I had my closed my eyes, but I felt a tap on my thigh. When I opened them, I was looking at a little dusty, blonde haired boy that had to have been no older than five.
“Mister, are you a soldier?”
His innocent eyes soothed me. “Yes, I am.” I answered him in a quiet voice.
“Cool. I want to be a soldier when I get big.” Big blue eyes lit up his face.
“Well, that’s a good goal, but you make sure you go to school first.”
He paused and looked over at who I assumed must have been his mother walking towards us.
“Have you killed a bad guy before?”
Immediately the tenseness slammed in my gut and I shut my mouth before I said something stupid, like “go the fuck away, kid, or not as many as I should have.” Thankfully, his mother came and grabbed him, apologizing for bothering me as she led him away.

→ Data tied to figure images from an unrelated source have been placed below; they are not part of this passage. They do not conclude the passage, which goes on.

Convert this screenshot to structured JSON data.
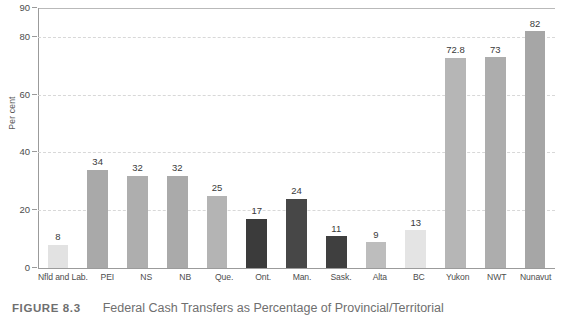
{
  "figure": {
    "number_label": "FIGURE 8.3",
    "caption": "Federal Cash Transfers as Percentage of Provincial/Territorial"
  },
  "chart_data": {
    "type": "bar",
    "title": "",
    "xlabel": "",
    "ylabel": "Per cent",
    "ylim": [
      0,
      90
    ],
    "yticks": [
      0,
      20,
      40,
      60,
      80,
      90
    ],
    "gridlines": [
      20,
      40,
      60,
      80
    ],
    "grid": true,
    "legend": "none",
    "categories": [
      "Nfld and Lab.",
      "PEI",
      "NS",
      "NB",
      "Que.",
      "Ont.",
      "Man.",
      "Sask.",
      "Alta",
      "BC",
      "Yukon",
      "NWT",
      "Nunavut"
    ],
    "values": [
      8,
      34,
      32,
      32,
      25,
      17,
      24,
      11,
      9,
      13,
      72.8,
      73,
      82
    ],
    "value_labels": [
      "8",
      "34",
      "32",
      "32",
      "25",
      "17",
      "24",
      "11",
      "9",
      "13",
      "72.8",
      "73",
      "82"
    ],
    "bar_colors": [
      "#e2e2e2",
      "#a9a9a9",
      "#aeaeae",
      "#aaaaaa",
      "#b4b4b4",
      "#3b3b3b",
      "#474747",
      "#3f3f3f",
      "#bdbdbd",
      "#e4e4e4",
      "#b6b6b6",
      "#adadad",
      "#a6a6a6"
    ]
  },
  "colors": {
    "axis": "#9b9b9b",
    "grid": "#d8d8d8",
    "text": "#4d4d4d",
    "caption": "#6f6f6f",
    "background": "#ffffff"
  }
}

I leaned forward with my elbows on my knees and ran a hand through my hair. Another thirty minutes passed without being bothered. When my next flight began to board, I settled into my seat for the seven hour leg.
In a small suburb of Houston, the cab pulled up to the curb of a brick ranch styled house. I pulled out forty dollars and got out. I grabbed my duffle and rucksack and walked up to the door. All of the homes on the street were very cookie cutter, with the same manicured lawns, flowers lining the walkways to the front doors, and a neatly trimmed bush under each window. I still didn’t understand why my dad chose to live in this neighborhood. The house was more than he needed, but I think he got it because it was a house my mom would have loved.
Mom passed away during my first tour in Iraq. They let me come home on emergency leave to attend her funeral and help my dad get his affairs in order. She had passed away from a sudden heart attack. Our entire community was shocked. She was a seemingly healthy woman. She exercised regularly and ate well. The doctors told us after they performed an autopsy that her heart had a defect that caused the lining of her aorta to be thin. It ruptured one night while my mom was watching Wheel of Fortune on the couch. It was so sudden that she bled out in less than a minute and couldn’t call for help. My dad was beside himself.
When my first tour was over, he had a ‘for sale’ sign in front of the house and he said he couldn’t live there anymore. He didn’t find comfort in the memories behind those walls. I didn’t blame him for feeling that way. The sadness crushed me every time I walked in the door. But now he was living here in Friendswood, Texas, in a house that was everything she would have loved. I’ve never called him out and asked why he chose this place, but I was certain it was because of Mom. I just wished that he was still in Bay City so his friends and church members could keep him company.
As I walked in the front door, I called out my dad’s name.
“Back here, Timber.”
He was outside, sitting on the back porch, drinking a beer and smoking a cigar. The past year his age had caught up with him. He used to tell me, “you’re only as young as you feel.” Well, I guess my mom’s death made him feel every bit of his sixty-three years. When I came into view, he stood up from his wooden rocking chair and greeted me with a tight hug and a slap on the back.
“Hey Dad, I’ve missed you,” I said while we were still embracing.
Pulling back to look at me, he smiled. I noticed that he had a few more age spots around his eyes than he did before I left. He was also thinner. His hands gripped my arms, and it almost felt as if he were trying to reassure himself that I was standing there, in one piece.
“Want a beer? I can go grab you one from the fridge,” he asked.
“Sure.”
He walked into the house and I took a seat on the brick flower planter that sat a few feet away from his chair. Glancing around the yard, I could tell that he probably spent most of his time outside. There was a tool shed in the back left corner that was shaped like a small barn house. He had a six foot wooden fence that went around the perimeter. The yard was immaculate, clearly his pride and joy.
When he came back out, he handed me my beer and took a seat. We both sat in silence as we drank and looked around the yard. I’m sure most would say that our reticence towards each other wasn’t normal of a father and a son that were seeing each other for the first time in a year. Never mind the fact that I spent that year in a dangerous war zone. But it’s what we did, and it’s how we worked now. I was close with my dad, but my mom was always the one who spoke for the both of us.
As the quiet stretched on, my dad finally looked over at me and said, “I’m glad you’re safe, and I’m sorry about your friends.” He shrugged. “One of your nurses at that German hospital told me about them.”